What is a review credit?

A review credit (RC) is the unit ADO Pilot bills in. Every PR review costs at least one RC, and longer diffs cost more in proportion.

The formula:

RC = ceil(billing_diff_lines / 500)

Where billing_diff_lines is the sum of additions and deletions in the PR diff, after exclusions are applied (binary files, paths matching the org's exclusion list, and per-line normalization for very long lines).

A 650-line diff therefore costs ceil(650 / 500) = 2 RCs. A 90-line diff costs 1 RC (the minimum). An empty diff — for example, when a PR is updated with a commit that touches only excluded files — costs 0 RCs and consumes none of your monthly allocation.

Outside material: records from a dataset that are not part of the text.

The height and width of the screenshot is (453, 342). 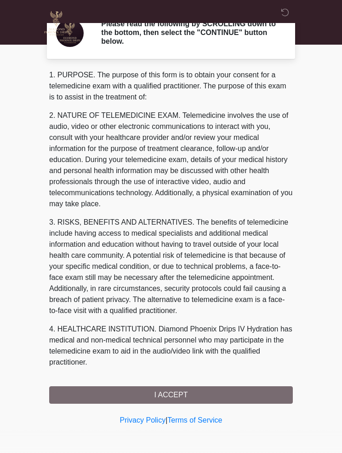 I want to click on p: 4. HEALTHCARE INSTITUTION. Diamond Phoenix Drips IV Hydration has medical and non-medical technic..., so click(x=171, y=346).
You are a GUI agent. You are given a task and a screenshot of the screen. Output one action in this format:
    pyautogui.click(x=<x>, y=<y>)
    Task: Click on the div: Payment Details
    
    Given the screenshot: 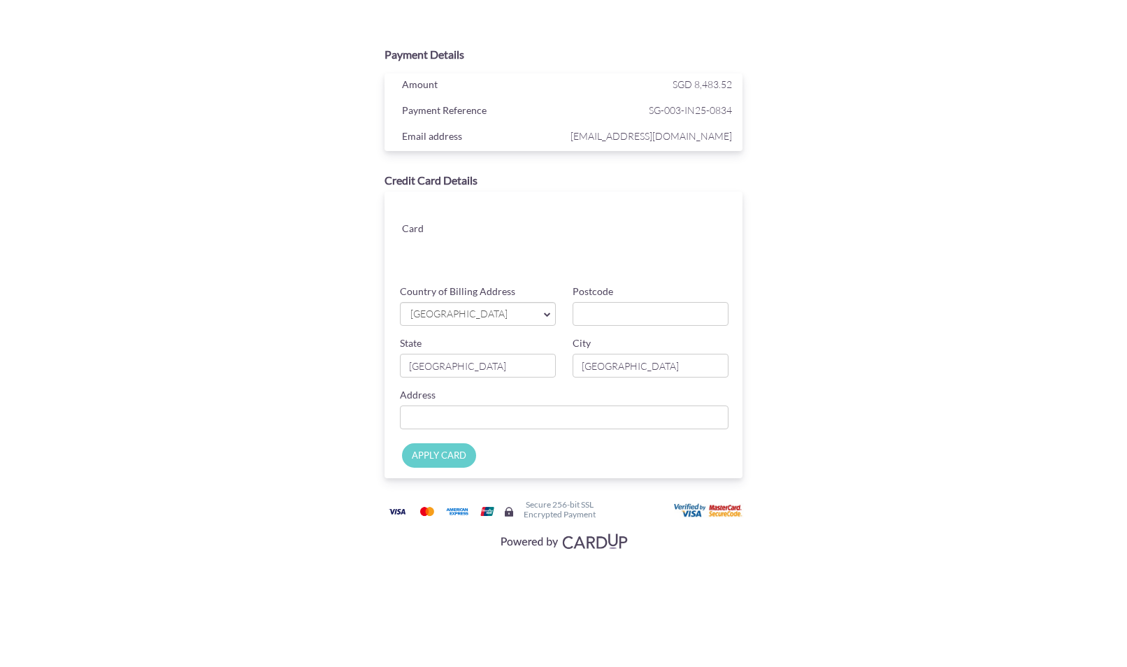 What is the action you would take?
    pyautogui.click(x=564, y=55)
    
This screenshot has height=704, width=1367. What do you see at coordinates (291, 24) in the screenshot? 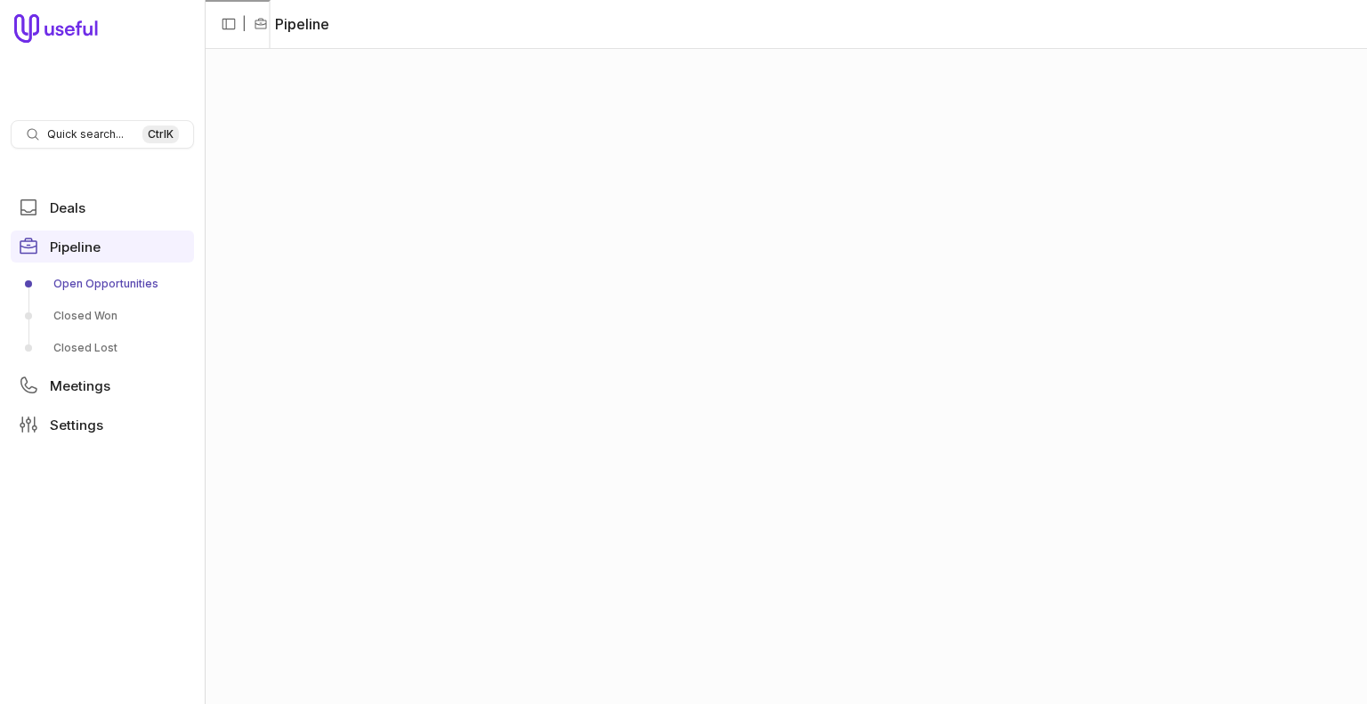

The "billing diff" is the added and deleted lines across non-excluded files, counted the same way Azure DevOps counts additions and deletions in the PR view. For most PRs, a quick glance at the PR's "Files" tab before you submit gives you a close estimate of the RC cost — but it isn't a strict upper bound. As the long-line rule below explains, a line longer than 200 characters counts as multiple billing lines, so a diff with unusually long lines can cost more RCs than the ADO-displayed line count suggests.

How many RCs does a PR cost?

PR diff size (billing lines)RC cost
1 to 5001
501 to 1,0002
1,001 to 1,5003
1,501 to 2,0004
2,001 to 2,5005

Worked example. A PR adds 410 lines and deletes 240 lines across non-excluded files. Billing diff is 410 + 240 = 650 lines. RC cost is ceil(650 / 500) = 2 RCs. In most cases, re-running the review on the same commit does not charge again — this is enforced through review deduplication on commit identity, so the same commit SHA maps to the same review instance.

What code does not count?

ADO Pilot excludes generated, vendored, and binary content from the billing diff so you are not charged to review files no human edits by hand.

  • Binary files. Images, archives, and other non-text blobs contribute 0 lines.
  • Default exclusion patterns. Binary formats, files ending in .lock (such as yarn.lock, poetry.lock), and source maps are excluded by default. Note that package-lock.json and pnpm-lock.yaml use a .json / .yaml extension and are not excluded by default — add them to your org-level patterns if needed. Minified bundles such as *.min.js are also not excluded by default. See the default exclusion list.
  • Custom exclusions. Patterns you add at the org, project, or repo level are also stripped before the count.
  • Long-line normalization. A line longer than 200 characters counts as multiple billing lines. This is a safety guardrail that prevents a single minified file from costing 1 RC when it should cost dozens.

Empty diffs and superseded reviews

If a PR update touches only excluded files, the billing diff is empty and the review costs 0 RCs.

A superseded review is one made obsolete because a newer commit was pushed to the same pull request before that review's results were posted. ADO Pilot bills for every review it completes, but it makes a best-effort attempt to avoid spending credits on work you no longer need: when more than one iteration of the same PR is waiting to be reviewed at the same time, it tries to run only the latest iteration and skip the earlier ones before they start. A superseded review that is skipped before it runs never consumes a review credit (0 RCs).

This is best effort, not a guarantee. A review that has already started when you push a newer commit runs to completion and is billed — its inline comments are simply not posted, because a newer commit has superseded them. Only one review posts results to the PR at a time.